It began with a screenshot. A trading group member based in Medellín shared a chart of a long trade on EUR/USD that was initiated shortly before a European Central Bank (ECB) statement was released and closed roughly 40 minutes after the announcement, producing a meaningful gain relative to the account size. The screenshot sat in the group for roughly ten minutes before questions began arriving, and what followed was several hours of discussion covering entry logic, the decision to hold through the news release rather than closing in advance, and whether the outcome reflected skill or favorable timing. The group had seen profitable trades shared before, but this one landed differently.

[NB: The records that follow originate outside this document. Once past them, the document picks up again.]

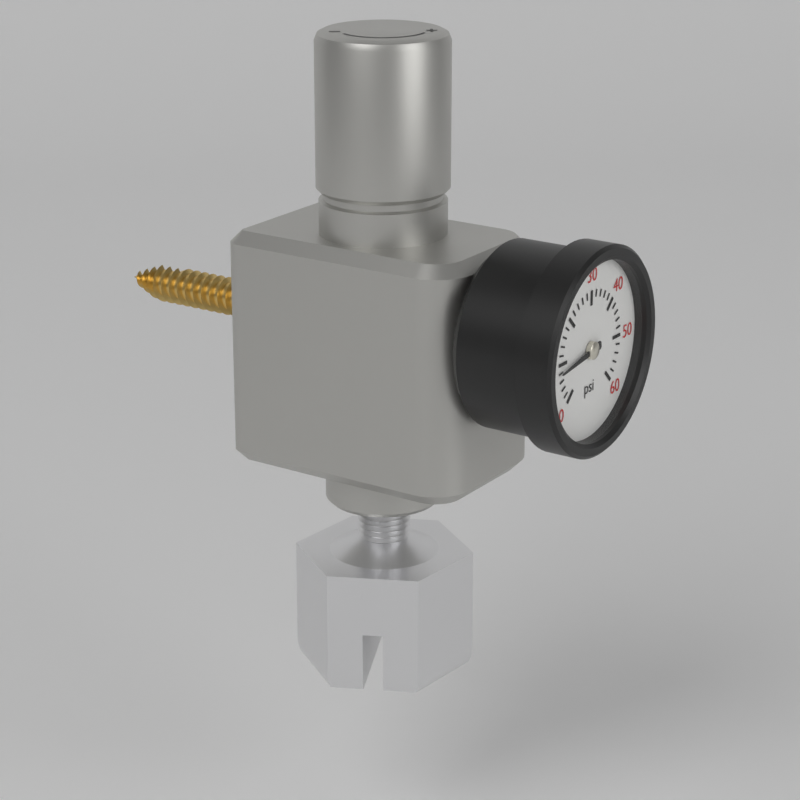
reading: 8 psi
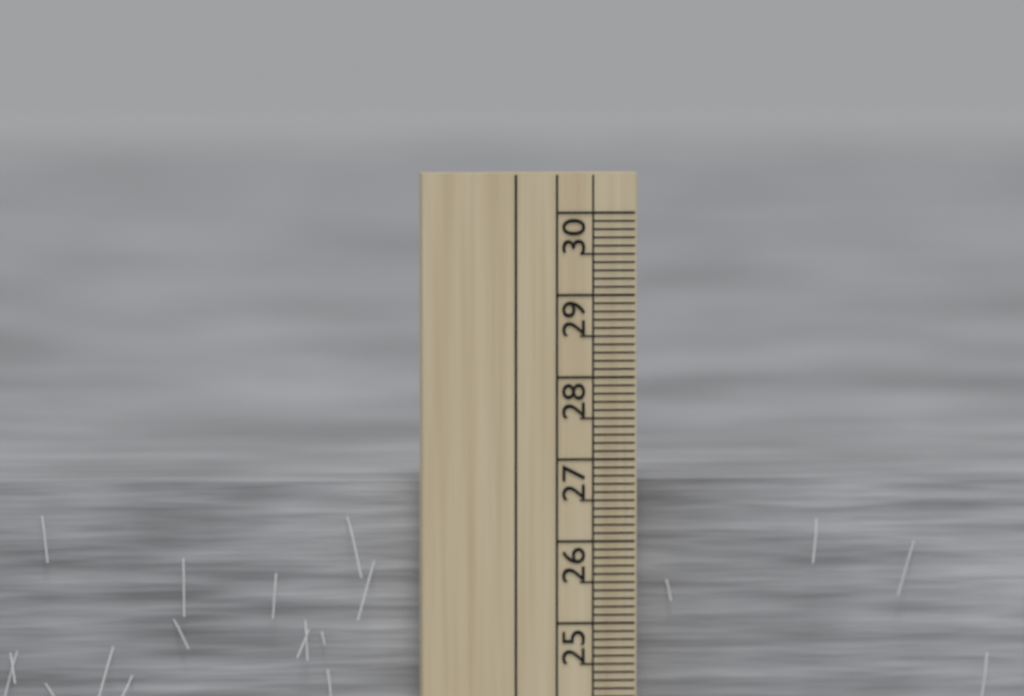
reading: 26.7 cm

The trader who posted it was not a prominent community member. He worked in logistics, trading during lunch breaks and evening hours, and had been doing so for roughly two years. What distinguished this post from the average trade share was the level of annotation included on the chart. He had marked the price level at the time of the statement, the spread at the time of entry, where he placed his stop and why, and included a brief note on the ECB statement and his expectations for market reaction ahead of the release. The fx trade was documented thoroughly enough that the trade could be understood and replicated in principle, not merely admired for its outcome.
There were two schools of thought in the responses. One focused on the return, the use of leverage, and whether news trading was a regular part of his approach. The other centered on the analytical framework, and wondered whether the ECB interpretation reflected genuine foresight or a fortunate read of the outcome. The second thread carried more substance and ran considerably longer, attracting traders from other cities who had joined the group over the previous months.

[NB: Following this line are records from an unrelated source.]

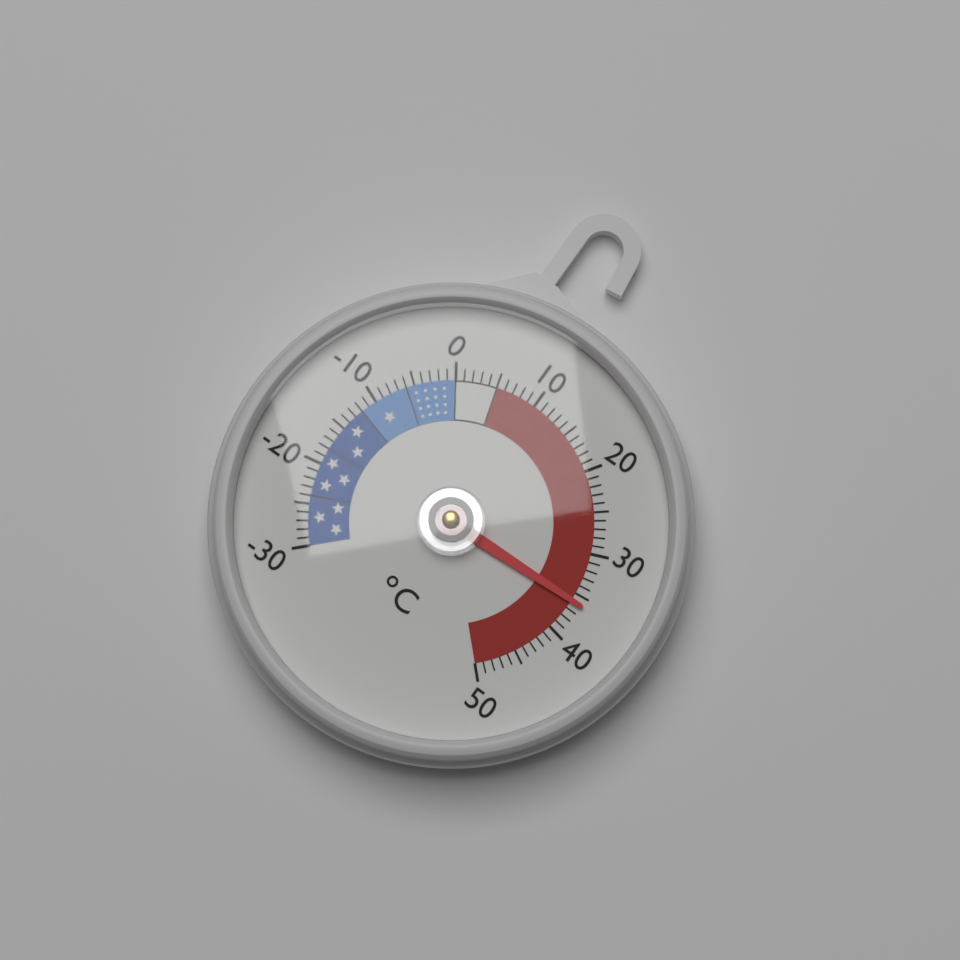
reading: 36 °C
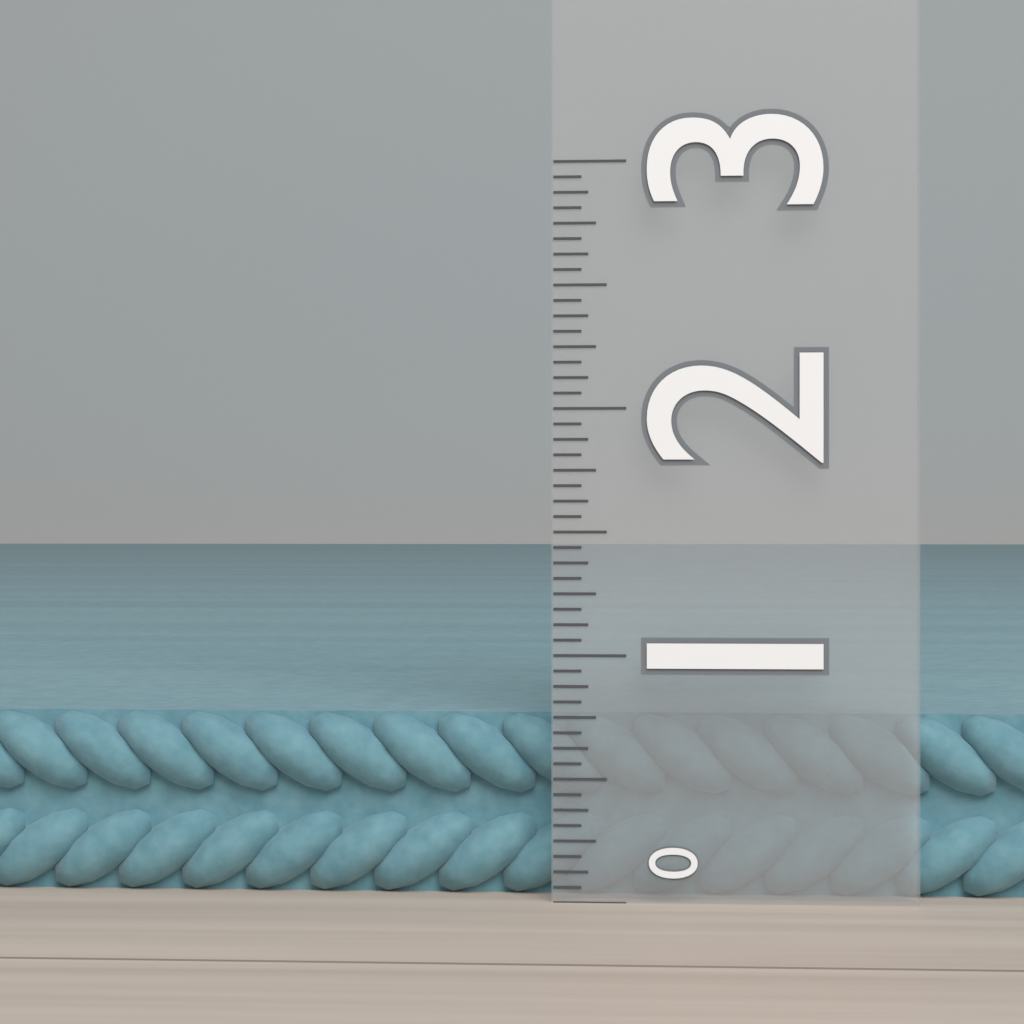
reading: 0.7500 (no unit)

What emerged from the exchange was not a consensus on method but a shared set of considerations. The original poster acknowledged having taken losses by holding positions too long after news releases and responded to each question without defensiveness, acknowledging that real risk was inherent in his approach, and that stop placement had been the most carefully considered element of the trade. The transparency of that disclosure gave the conversation a weight that set it apart from the promotional trade sharing that had come to dominate many Colombian community channels.

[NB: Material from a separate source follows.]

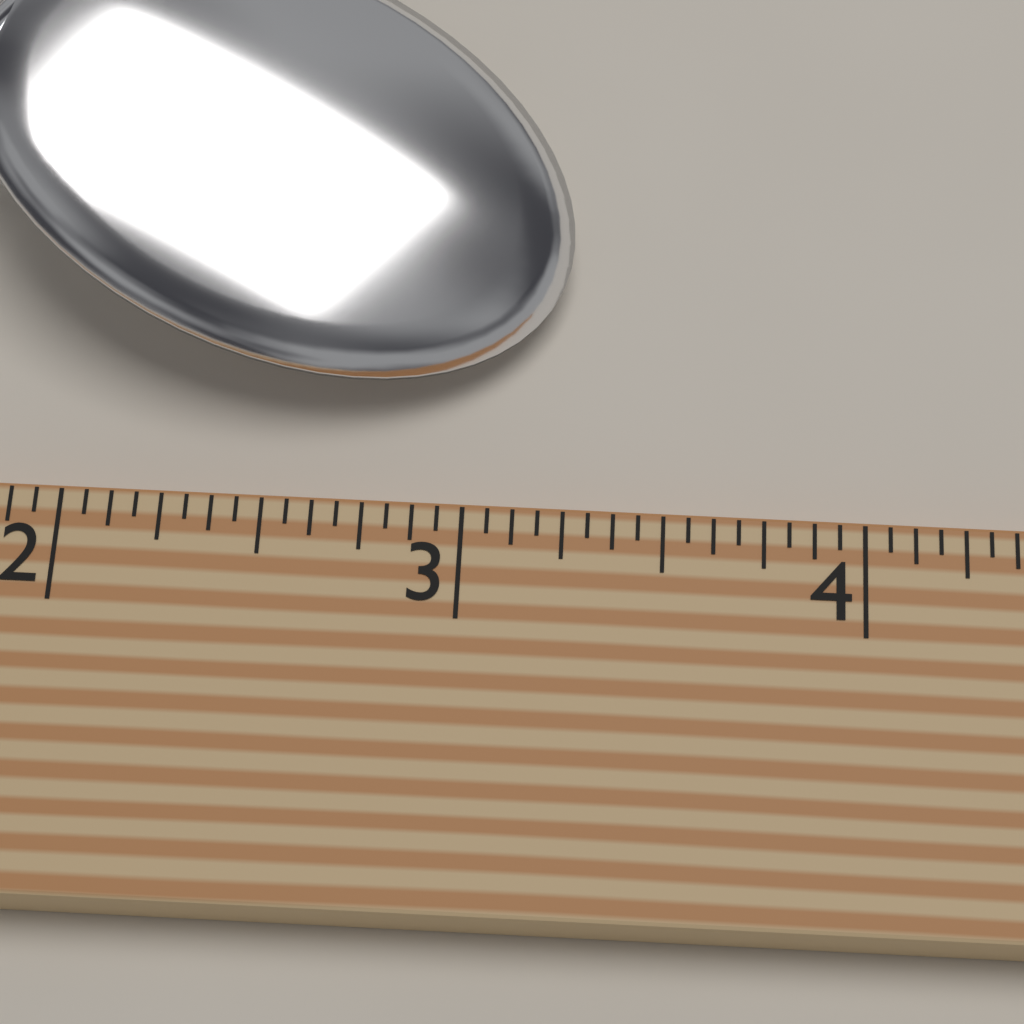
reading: 3.2500 (no unit)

Eventually the screenshot spread beyond the original group, shared by members who saw the annotation format as a model worth adopting. Some traders adapted the format for their own post-trade documentation, applying it consistently when reviewing both winning and losing positions. Over time, the fx trade faded in relevance; what stayed with the group was the approach to documenting it.
The post was referenced in other Colombian trading groups a few weeks later in discussions about raising the standard of trade sharing across community channels. The discussion it sparked outlasted the trade itself, and that longevity is perhaps the most reliable measure of what made it worth sharing.